In his new body of work, Sujay Shah draws on science fiction, myth and history in his paintings, to create hybrid beings - human, animal, and machine - caught in states of transition and gestation. Influenced in part by Octavia Butler’s book Lilith’s Brood, in which humans are subjected to alien intervention and adaptation, this sense of hybridity runs throughout the work in recurring motifs such as cyborg bodies, allegorical creatures, and surreal figures.
Created during a period of deep personal and global instability, this body of work marks a turning point in Shah’s practice. The works reflect the sensation of standing on shifting ground. By allowing space for ambiguity, strangeness, and complexity, he moves away from narrowing definitions of identity and instead places trust in intuition and process. The figures in these paintings emerge from landscapes marked by both breakdown and renewal. Shah is interested in the forms of life that arise from damaged systems - ecological, cultural, political, bodily, and spiritual. Ruined environments give way to new structures, and bodies change by developing extra layers, new organs, or mechanical extensions. Neither fully formed nor resolved, these figures convey vulnerability and uncertainty. They exist at a midpoint between organic, technological, and mythic lineages. They are not symbols of dystopia or progress, but transitional entities learning how to survive within altered and disorienting environments. At times they appear to be morphing and adapting; at others, they seem suspended, caught in the fragile space between dissolution and assembly.
In a world saturated with images and narratives that dictate what to think and feel, Shah’s work remains open-ended, inviting viewers to slow down, question what they see, and accept the subjective nature of meaning itself.
Shah earned his BFA in Painting from the Savannah College of Art and Design (SCAD) in 2013. After graduating, he lived in New York City, where he worked as a studio assistant to artists Paul Bloodgood and Anne Chu, an experience that deeply influenced his early artistic development. Shah has exhibited internationally in the United States (Savannah and New York), France, India, and Abu Dhabi. His work is part of the permanent collection at the Savannah College of Art and Design. His first solo exhibition, Forgive Us for Our Skins, opened at Circle Art Gallery’s new space in Nairobi in 2023. In 2024, he held his first museum solo exhibition, The Slant of Thirsting Mouths, at the SCAD Museum of Art in Atlanta. Group exhibitions include Luminous Riveries (2024), Gallery Dotwalk, India, Fictions (2022), Various Small Fires (2021), and I Will See What I Want to See (2019), all at Circle Art Gallery, If Not Now (2018) at the Cave Bureau, and Imperial Silhouettes (2024) at the Rizq Art Initiative in Abu Dhabi. Residencies include 32° East at the Ugandan Arts Trust in Kampala and The Factory in Lamu. He has taken part in the 1-54 London Contemporary African Art Fair (2023) and Art Paris (2024). In 2022, Shah was awarded the Writers Artists Travel Fellowship (WAFT) to the Venice Biennale by Wangechi Mutu Studio. In 2026 he will be taking part in the Cape Town Art Fair with Circle Art Gallery.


▶ **YOUR ASSIGNMENT**
Starting from the first line below, repeat the data exactly through to the last.

▶ **DATA FOR THIS EXERCISE**

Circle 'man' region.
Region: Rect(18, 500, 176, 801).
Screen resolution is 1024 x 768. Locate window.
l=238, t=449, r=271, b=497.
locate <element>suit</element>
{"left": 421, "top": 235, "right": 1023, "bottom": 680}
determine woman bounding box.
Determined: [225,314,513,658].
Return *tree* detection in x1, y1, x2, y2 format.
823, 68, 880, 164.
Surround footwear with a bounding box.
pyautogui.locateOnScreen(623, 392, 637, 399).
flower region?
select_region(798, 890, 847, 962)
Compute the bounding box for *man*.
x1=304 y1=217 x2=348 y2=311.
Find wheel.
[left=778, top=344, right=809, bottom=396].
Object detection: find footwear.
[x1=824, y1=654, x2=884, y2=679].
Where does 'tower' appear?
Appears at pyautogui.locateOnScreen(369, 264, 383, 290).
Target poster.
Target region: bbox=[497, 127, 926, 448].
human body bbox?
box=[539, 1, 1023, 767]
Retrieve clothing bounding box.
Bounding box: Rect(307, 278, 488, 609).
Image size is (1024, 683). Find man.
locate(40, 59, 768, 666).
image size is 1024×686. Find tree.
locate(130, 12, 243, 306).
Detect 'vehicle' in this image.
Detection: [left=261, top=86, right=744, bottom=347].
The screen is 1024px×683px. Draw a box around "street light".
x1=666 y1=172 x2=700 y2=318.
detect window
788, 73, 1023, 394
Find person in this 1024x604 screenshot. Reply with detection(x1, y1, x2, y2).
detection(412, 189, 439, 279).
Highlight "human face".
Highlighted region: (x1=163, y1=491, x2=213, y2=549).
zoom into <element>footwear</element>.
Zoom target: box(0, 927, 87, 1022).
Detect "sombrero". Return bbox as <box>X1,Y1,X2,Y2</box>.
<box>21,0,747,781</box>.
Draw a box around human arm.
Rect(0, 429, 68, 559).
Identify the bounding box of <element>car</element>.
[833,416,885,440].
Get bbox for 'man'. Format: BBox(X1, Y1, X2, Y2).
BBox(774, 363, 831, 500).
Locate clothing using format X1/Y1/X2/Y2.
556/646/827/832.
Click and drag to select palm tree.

▶ **ANSWER BELOW**
Circle 'man' region.
Region: Rect(18, 500, 176, 801).
Screen resolution is 1024 x 768. Locate window.
l=238, t=449, r=271, b=497.
locate <element>suit</element>
{"left": 421, "top": 235, "right": 1023, "bottom": 680}
determine woman bounding box.
Determined: [225,314,513,658].
Return *tree* detection in x1, y1, x2, y2 format.
823, 68, 880, 164.
Surround footwear with a bounding box.
pyautogui.locateOnScreen(623, 392, 637, 399).
flower region?
select_region(798, 890, 847, 962)
Compute the bounding box for *man*.
x1=304 y1=217 x2=348 y2=311.
Find wheel.
[left=778, top=344, right=809, bottom=396].
Object detection: find footwear.
[x1=824, y1=654, x2=884, y2=679].
Where does 'tower' appear?
Appears at pyautogui.locateOnScreen(369, 264, 383, 290).
Target poster.
Target region: bbox=[497, 127, 926, 448].
human body bbox?
box=[539, 1, 1023, 767]
Retrieve clothing bounding box.
Bounding box: Rect(307, 278, 488, 609).
Image size is (1024, 683). Find man.
locate(40, 59, 768, 666).
image size is 1024×686. Find tree.
locate(130, 12, 243, 306).
Detect 'vehicle' in this image.
Detection: [left=261, top=86, right=744, bottom=347].
The screen is 1024px×683px. Draw a box around "street light".
x1=666 y1=172 x2=700 y2=318.
detect window
788, 73, 1023, 394
Find person in this 1024x604 screenshot. Reply with detection(x1, y1, x2, y2).
detection(412, 189, 439, 279).
Highlight "human face".
Highlighted region: (x1=163, y1=491, x2=213, y2=549).
zoom into <element>footwear</element>.
Zoom target: box(0, 927, 87, 1022).
Detect "sombrero". Return bbox as <box>X1,Y1,X2,Y2</box>.
<box>21,0,747,781</box>.
Draw a box around human arm.
Rect(0, 429, 68, 559).
Identify the bounding box of <element>car</element>.
[833,416,885,440].
Get bbox for 'man'. Format: BBox(X1, Y1, X2, Y2).
BBox(774, 363, 831, 500).
Locate clothing using format X1/Y1/X2/Y2.
556/646/827/832.
Click and drag to select palm tree.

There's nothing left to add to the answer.